State lawmakers must recast at least one House district after the state Supreme Court ruled Friday that the district was drawn unconstitutionally four years ago.

Redrawing House District 18 in Pender County could create a domino effect, however, requiring other legislative districts to be redrawn as well. Observers also said the ruling could impact how minority districts are drawn in a statewide redistricting that will follow the 2010 census.

The court split 4-2 in the decision, ruling along party lines, that Pender County should never have been split into two House districts in 2003. The justices ordered the district be redrawn, but said the process could wait until after the 2008 elections because the General Assembly won't convene again until next May, after the filing period for 2008 candidates has closed.
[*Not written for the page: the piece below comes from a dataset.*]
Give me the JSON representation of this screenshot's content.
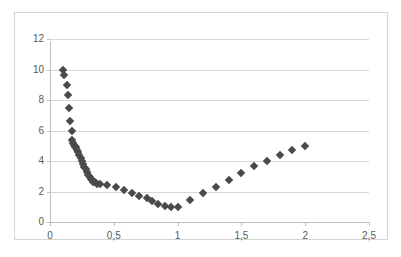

"We are cognizant that the General Assembly will need time to redistrict not only House District 18 but also other legislative districts directly and indirectly affected by this opinion," said the ruling, written by Associate Justice Robert Edmunds. "To minimize disruption to the ongoing election cycle, the remedy ... shall be stayed until after the 2008 election."

After twice having courts overturn legislative maps drawn after the 2000 census, lawmakers devised a map in 2003 that included splitting Pender County into two House districts because it didn't have the population to form its own district. District 18 was drawn to eate to include 42 percent minority voters by combining parts of Pender and New Hanover counties.

The District 18 seat is held by embattled Rep. Thomas Wright, a Wilmington Democrat under investigation by the State Board of Elections for possible campaign finance violations and by the State Bureau of Investigation in a fraud case.

Pender County officials sued over the redistricting, and the Supreme Court ruling announced Friday said it violated the state constitution's "whole county provision" that prohibits splitting counties to create legislative districts.

Chief Justice Sarah Parker and Associate Justice Patricia Timmons-Goodson disagreed with the ruling, saying lawmakers correctly drew District 18 to comply with the federal Voting Rights Act.

"We recognize that, like the application or exercise of most constitutional rights, the right of the people of this state to legislative districts which do not divide counties is not absolute," Parker wrote in her dissent.